People can only tear you down, if you let them.

Like every little kid, I went to my dad with my scrapes and bruises. Some of the hardest scrapes and scars to fix are the ones that happen in our heart, or within our mind. I would come to my dad with those too. Sometimes, he told me to toughen up. Mostly, he told me, “Don’t let them beat you. They can only win if you let them.”

He told me things like, “It’s going to be okay. You’re tougher than you think.” And my favorite, “Don’t worry, they can’t eat you. Only the IRS can eat you.”

The underlying message was always the same. You can do it.

Lesson Three

See the possibilities within everyday situations by seeing what is possible when no one else can.

My dad worked in construction for over fifty years. He built amazing things. From  hospitals, to high schools, to hotels, to homes.
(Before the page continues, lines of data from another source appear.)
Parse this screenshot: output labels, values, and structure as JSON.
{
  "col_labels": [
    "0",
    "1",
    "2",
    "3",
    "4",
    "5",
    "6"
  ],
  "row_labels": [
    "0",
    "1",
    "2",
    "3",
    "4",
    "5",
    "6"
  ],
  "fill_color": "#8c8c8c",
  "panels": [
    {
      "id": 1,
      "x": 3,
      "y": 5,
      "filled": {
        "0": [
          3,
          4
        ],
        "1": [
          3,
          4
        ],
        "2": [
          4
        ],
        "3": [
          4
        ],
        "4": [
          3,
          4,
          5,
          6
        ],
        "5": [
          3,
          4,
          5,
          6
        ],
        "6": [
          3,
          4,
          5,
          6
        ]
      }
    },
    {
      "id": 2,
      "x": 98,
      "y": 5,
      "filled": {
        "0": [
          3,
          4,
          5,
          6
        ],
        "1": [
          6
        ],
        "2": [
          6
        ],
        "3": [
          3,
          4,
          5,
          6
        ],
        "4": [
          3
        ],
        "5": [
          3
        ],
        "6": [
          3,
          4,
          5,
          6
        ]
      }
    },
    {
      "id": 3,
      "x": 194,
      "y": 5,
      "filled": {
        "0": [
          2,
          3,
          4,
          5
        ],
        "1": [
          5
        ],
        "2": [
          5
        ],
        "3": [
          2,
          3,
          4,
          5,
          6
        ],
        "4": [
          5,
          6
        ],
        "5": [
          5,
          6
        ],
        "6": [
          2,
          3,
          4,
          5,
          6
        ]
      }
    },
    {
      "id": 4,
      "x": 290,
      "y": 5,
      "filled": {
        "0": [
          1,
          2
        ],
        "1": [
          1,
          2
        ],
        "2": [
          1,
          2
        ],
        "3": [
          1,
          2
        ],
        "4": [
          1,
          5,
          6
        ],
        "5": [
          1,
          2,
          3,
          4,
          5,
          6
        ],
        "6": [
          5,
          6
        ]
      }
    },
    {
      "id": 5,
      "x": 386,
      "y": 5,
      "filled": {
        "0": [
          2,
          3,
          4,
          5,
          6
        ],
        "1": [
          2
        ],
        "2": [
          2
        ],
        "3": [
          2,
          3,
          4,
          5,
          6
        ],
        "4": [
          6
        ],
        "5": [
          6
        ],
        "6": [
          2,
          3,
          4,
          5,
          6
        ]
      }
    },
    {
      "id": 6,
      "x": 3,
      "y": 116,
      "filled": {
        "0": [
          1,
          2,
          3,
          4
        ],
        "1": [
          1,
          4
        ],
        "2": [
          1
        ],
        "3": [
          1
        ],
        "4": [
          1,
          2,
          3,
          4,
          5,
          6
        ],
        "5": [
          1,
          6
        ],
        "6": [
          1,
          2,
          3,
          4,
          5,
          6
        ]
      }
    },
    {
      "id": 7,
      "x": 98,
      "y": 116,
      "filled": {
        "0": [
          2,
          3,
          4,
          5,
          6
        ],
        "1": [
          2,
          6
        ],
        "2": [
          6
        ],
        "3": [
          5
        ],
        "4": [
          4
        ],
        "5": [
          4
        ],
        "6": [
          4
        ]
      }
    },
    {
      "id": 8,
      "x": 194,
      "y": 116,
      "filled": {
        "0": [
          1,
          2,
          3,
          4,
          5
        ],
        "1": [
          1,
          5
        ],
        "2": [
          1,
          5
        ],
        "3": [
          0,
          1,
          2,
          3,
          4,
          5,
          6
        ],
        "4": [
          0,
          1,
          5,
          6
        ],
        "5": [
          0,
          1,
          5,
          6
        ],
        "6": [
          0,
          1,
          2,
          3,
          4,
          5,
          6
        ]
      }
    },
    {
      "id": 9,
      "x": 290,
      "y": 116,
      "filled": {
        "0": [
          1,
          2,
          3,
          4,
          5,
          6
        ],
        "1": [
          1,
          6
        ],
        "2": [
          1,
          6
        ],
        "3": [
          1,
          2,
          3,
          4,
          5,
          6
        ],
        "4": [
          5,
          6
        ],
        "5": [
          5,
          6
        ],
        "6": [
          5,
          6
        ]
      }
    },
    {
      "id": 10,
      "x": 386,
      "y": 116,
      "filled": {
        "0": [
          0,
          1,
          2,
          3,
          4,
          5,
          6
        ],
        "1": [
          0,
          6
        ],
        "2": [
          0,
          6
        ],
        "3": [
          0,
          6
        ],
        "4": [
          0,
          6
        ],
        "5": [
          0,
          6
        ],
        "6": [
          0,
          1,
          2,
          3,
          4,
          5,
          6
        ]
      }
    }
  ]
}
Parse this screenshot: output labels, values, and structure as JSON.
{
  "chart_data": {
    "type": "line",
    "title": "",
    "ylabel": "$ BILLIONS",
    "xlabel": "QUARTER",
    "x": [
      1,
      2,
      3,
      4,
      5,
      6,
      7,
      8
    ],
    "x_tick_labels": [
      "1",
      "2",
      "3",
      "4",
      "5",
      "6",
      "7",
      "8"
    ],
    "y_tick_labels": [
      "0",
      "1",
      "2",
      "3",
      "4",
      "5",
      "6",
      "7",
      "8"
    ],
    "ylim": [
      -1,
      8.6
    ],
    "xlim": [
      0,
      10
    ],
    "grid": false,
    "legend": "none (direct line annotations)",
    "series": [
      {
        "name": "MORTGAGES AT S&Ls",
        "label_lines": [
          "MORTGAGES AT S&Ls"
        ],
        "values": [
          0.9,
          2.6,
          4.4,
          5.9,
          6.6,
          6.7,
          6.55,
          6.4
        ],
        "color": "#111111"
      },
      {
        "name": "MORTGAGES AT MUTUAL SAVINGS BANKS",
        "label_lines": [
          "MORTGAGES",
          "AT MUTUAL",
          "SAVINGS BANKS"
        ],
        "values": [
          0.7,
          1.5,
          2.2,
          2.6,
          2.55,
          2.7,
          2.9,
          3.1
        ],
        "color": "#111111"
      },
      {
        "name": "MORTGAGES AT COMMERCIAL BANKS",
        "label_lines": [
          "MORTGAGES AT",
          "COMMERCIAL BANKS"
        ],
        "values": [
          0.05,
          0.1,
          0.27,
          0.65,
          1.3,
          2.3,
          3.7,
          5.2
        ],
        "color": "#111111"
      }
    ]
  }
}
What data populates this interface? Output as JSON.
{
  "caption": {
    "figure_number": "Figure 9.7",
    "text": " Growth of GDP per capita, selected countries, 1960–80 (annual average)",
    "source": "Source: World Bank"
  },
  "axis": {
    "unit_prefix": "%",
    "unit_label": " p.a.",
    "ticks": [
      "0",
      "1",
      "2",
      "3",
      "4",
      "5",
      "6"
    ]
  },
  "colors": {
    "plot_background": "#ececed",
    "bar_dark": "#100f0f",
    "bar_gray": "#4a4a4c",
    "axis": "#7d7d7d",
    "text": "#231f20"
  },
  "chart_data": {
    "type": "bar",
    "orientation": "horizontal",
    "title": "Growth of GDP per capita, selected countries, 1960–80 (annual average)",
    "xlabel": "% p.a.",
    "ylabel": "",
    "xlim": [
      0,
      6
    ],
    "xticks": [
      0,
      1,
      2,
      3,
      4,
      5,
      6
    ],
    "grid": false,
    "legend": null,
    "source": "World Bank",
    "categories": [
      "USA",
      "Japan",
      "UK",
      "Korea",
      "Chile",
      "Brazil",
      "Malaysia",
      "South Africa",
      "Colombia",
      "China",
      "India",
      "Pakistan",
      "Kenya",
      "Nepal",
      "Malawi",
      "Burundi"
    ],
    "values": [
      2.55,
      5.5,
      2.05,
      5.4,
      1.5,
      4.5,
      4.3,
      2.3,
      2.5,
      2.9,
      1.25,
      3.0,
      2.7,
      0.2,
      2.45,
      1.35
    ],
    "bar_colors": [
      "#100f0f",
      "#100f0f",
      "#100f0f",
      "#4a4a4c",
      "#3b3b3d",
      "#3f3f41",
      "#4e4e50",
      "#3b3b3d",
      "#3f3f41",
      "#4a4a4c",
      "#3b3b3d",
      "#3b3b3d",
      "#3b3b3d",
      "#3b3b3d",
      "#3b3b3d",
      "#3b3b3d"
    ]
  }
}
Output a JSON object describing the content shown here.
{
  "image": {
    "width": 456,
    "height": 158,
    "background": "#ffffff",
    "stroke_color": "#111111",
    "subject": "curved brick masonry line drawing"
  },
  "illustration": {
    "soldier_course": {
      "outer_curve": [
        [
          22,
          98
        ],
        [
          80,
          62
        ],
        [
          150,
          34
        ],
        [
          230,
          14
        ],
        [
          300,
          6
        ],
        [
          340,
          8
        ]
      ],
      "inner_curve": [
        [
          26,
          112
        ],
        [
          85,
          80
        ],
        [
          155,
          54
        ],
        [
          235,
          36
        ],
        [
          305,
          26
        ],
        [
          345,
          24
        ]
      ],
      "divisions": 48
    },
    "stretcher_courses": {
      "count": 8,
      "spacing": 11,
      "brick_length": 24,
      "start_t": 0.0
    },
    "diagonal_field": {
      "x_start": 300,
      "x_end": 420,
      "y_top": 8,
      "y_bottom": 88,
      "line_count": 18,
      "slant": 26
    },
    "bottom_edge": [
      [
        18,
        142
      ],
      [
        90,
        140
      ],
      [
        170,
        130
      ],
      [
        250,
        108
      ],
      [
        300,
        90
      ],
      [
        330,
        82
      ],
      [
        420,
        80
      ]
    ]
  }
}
He could look at a broken building or barren strip of land and see possibilities. I’d watch and think, “You’re not going to fix that.” And the project would take shape and grow into a finished product.

He was the guy they called in when a job had gone horribly wrong or was not going to finish on time. When it was high pressure, and millions of dollars on the line if a hotel didn’t open in time, Dad was your man. He always came through.

He was a make-a-way, find-a-way kind of man. He saw the possibilities and offered solutions when others only saw failure. He passed that skill down to his children. Especially his boys, who have gone on to build great things also.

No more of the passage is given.